Her marriage to businessman Richard Muckenfuss, 49, was the second for both. Each already had two sons when Austin ("our honeymoon baby") was born on  Dec. 21, 2000; he became the "glue" that bonded the blended family, his mother says.

Although he excelled at sports and was "such a happy kid," Austin struggled with a learning disability that called for special classes in middle school. "He was teased big-time," Brody-Muckenfuss recalls.

Perhaps as a result, "Austin is very anti-bullying," she says. "At the funeral, a boy I didn't know came up to me and said he didn't know who he was going to walk down the hall with anymore, because Austin was the only one who would walk with him."
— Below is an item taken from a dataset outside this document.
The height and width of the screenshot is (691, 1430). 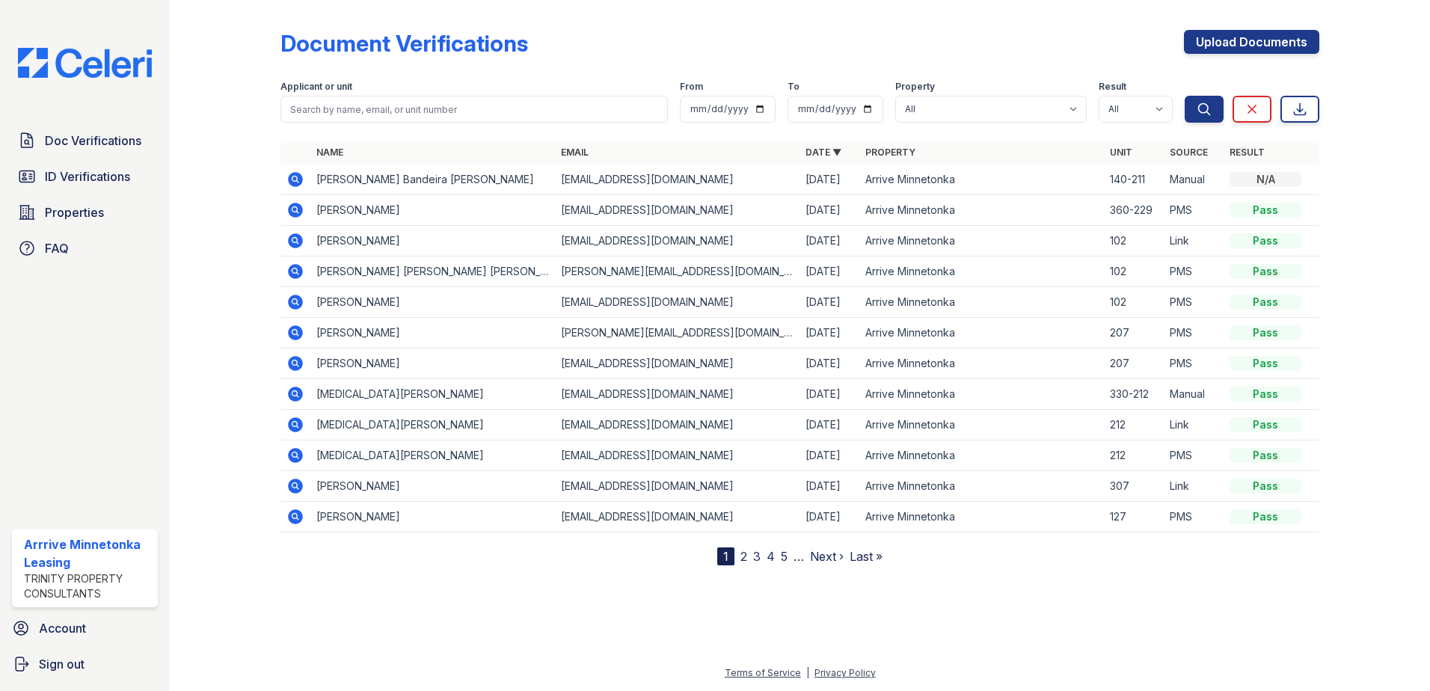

The outpouring of love from the Washington Township community -- 2,000 people paid their respects at the funeral home, 300 attended his burial in Medford --  inspired Brody-Muckenfuss and her family to establish the scholarship in Austin's memory. Six members of the Washington Township High School Class of 2016 were recipients; plans call for also providing tutoring services for special-needs students.

"Doing things in Austin's name has really helped," says Brody-Muckenfuss.

In the first months after her son's death, she attended a bereavement group for parents. "It really truly helps to get your story out," she says. "And you don't have to talk. You can just listen."

In fact, a Facebook conversation with another mother mourning the loss of a  son -- her 14-year-old also was hit by a car -- got Brody-Muckenfuss thinking about starting her own grief group.

"She said, 'I can't get out of bed,' and I suggested she take baby steps," says Brody-Muckenfuss, who still has occasional days like that herself.

"Now I know I don't have to feel guilty about it," she adds. "People think, 'stages of grief' means you go through one stage and move on to the next. But it's like a  roller coaster."

Patricia Madden, director of nursing at Kennedy University Hospital in Washington Township,  runs an adult bereavement group she founded in 2010 to "meet a community need." Between 15 and 20 men and women meet monthly; Madden says the experience can help grieving people realize they're "not alone in the world" and can connect with others who understand.

"Kim is a very outgoing, loving, dynamic personality" whose new groups "will be a great opportunity" for parents mourning the loss of a child, Madden says. She notes that "a benefit of having nurses running groups like these is we can identify someone who is in a depressed state" and may need additional assistance.

Says Brody-Muckenfuss: "At first, I was mad at God and mad at everybody. I asked, 'Why did you take him?'

"I just feel I can be a mentor," she adds. "I can take my anger and my grief and put them into helping other people in Austin's name."